▶ _WHAT TO WORK ON_: Every entry must be given again exactly. Include no pictures.

▶ _RECORDS_:
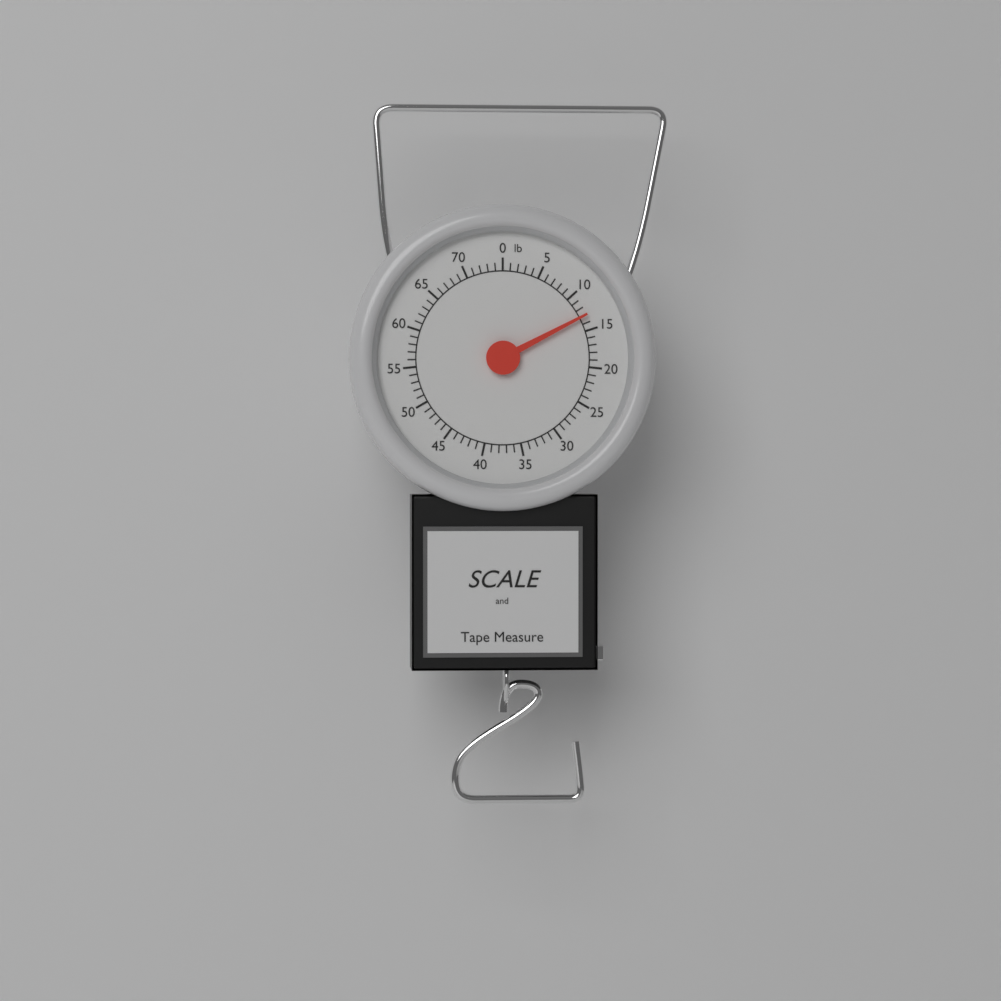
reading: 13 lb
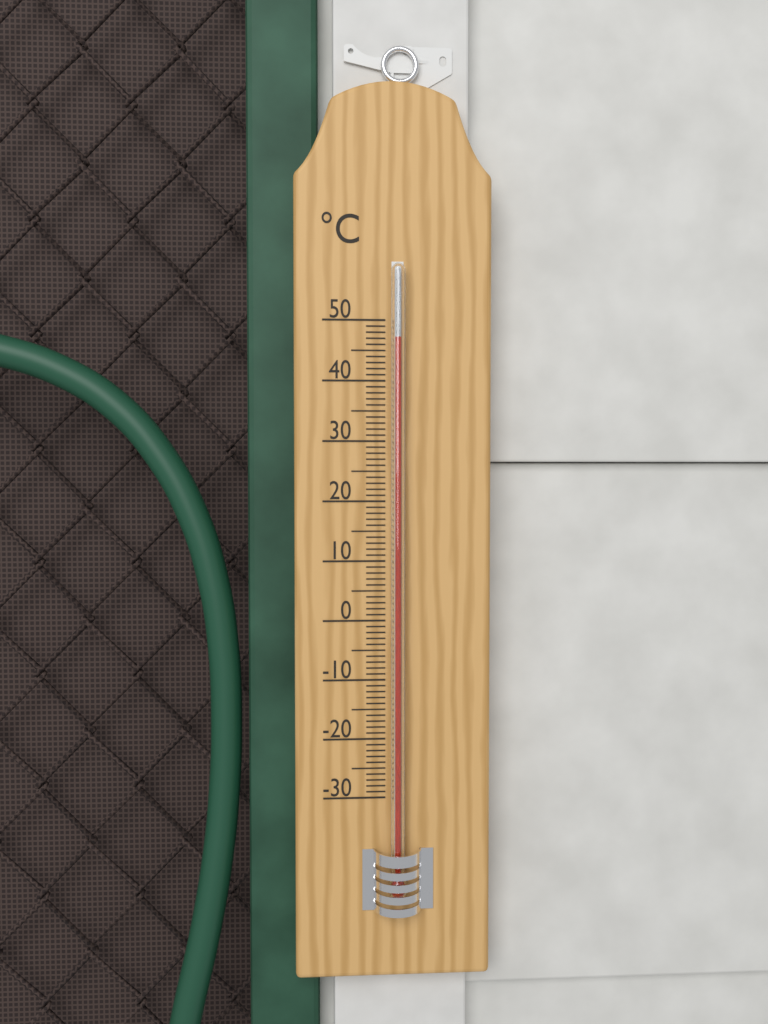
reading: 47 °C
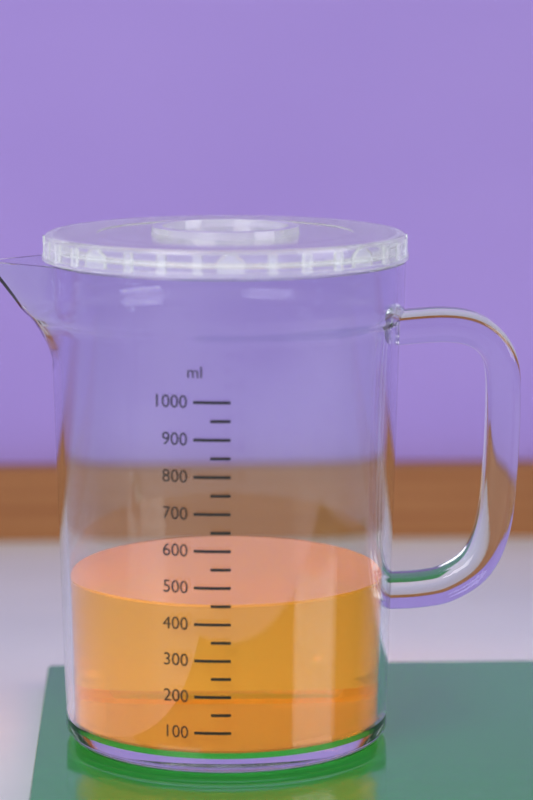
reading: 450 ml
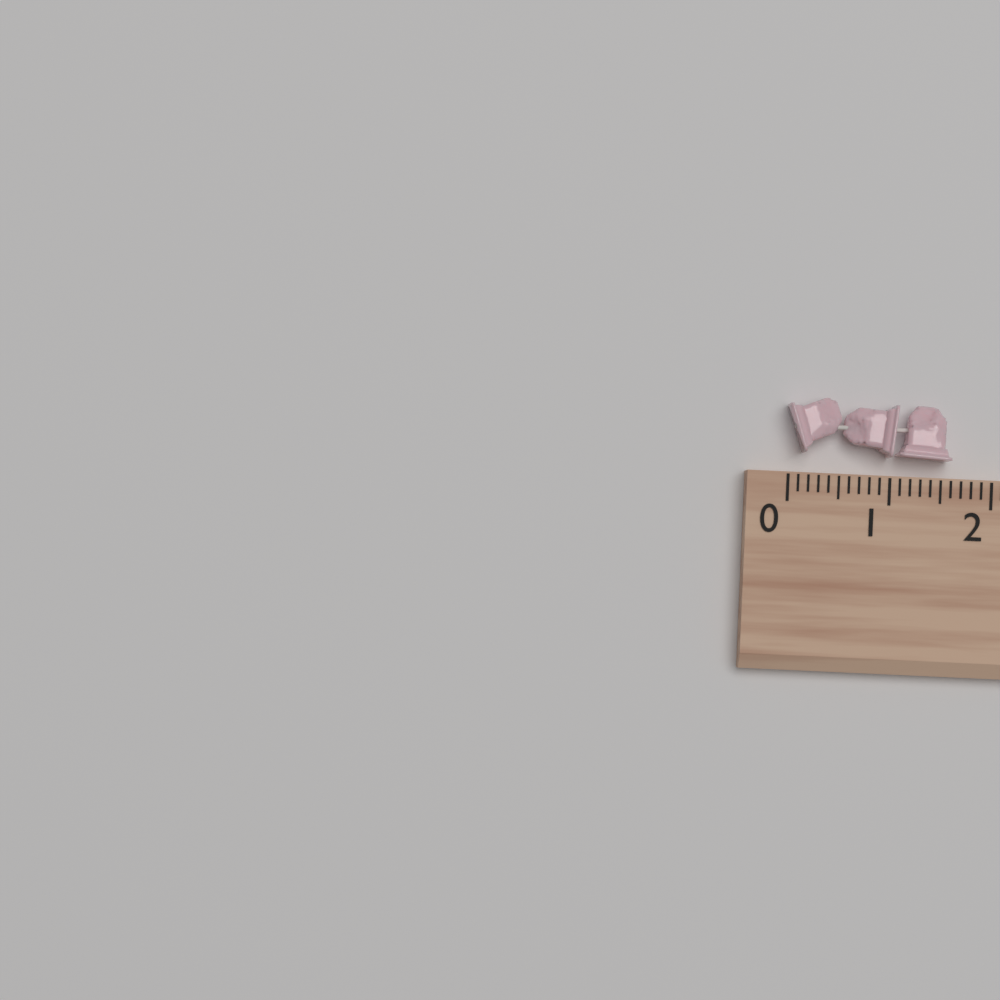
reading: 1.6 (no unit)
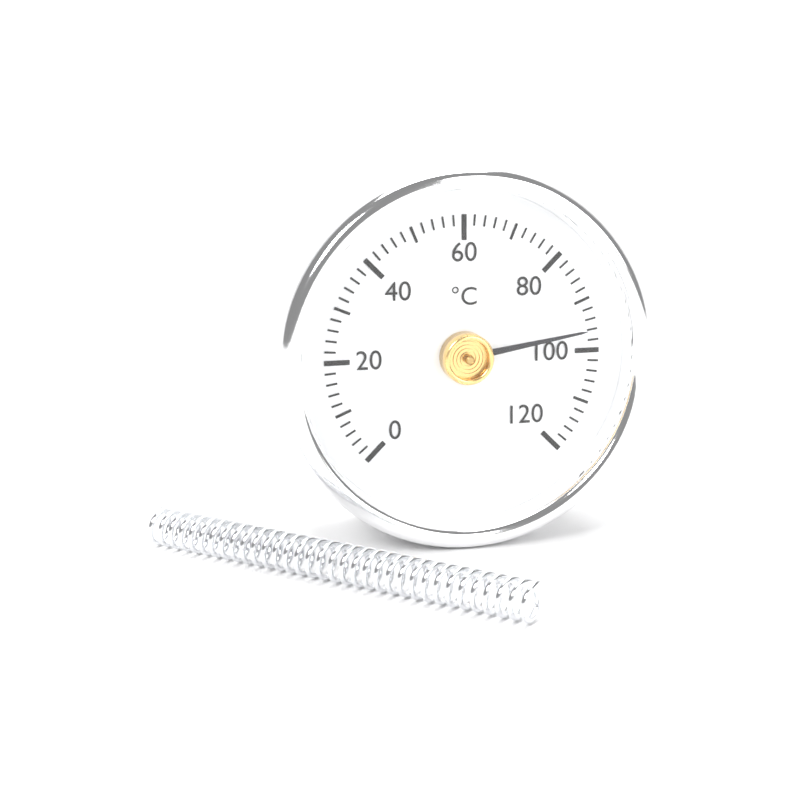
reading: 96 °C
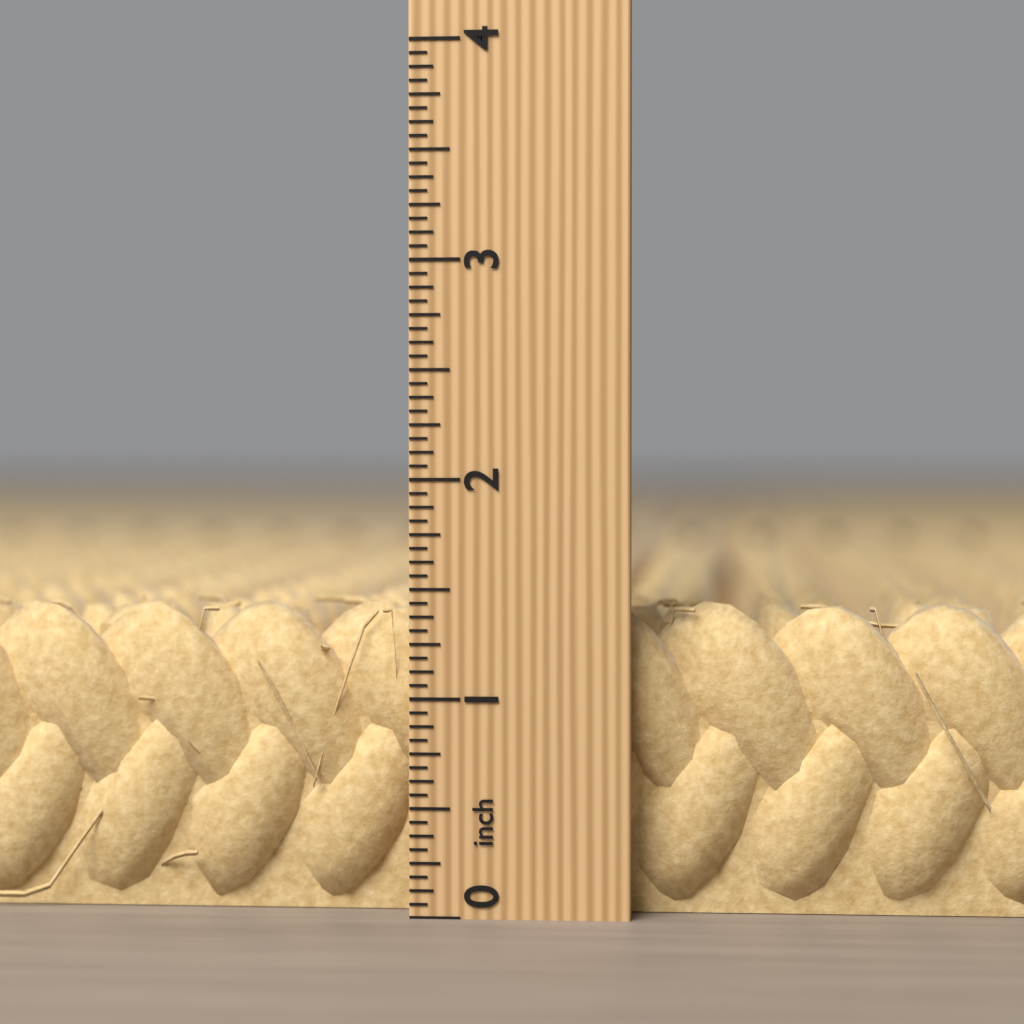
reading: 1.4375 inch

▶ _REPLY TO THE EXERCISE_:
reading: 13 lb
reading: 47 °C
reading: 450 ml
reading: 1.6 (no unit)
reading: 96 °C
reading: 1.4375 inch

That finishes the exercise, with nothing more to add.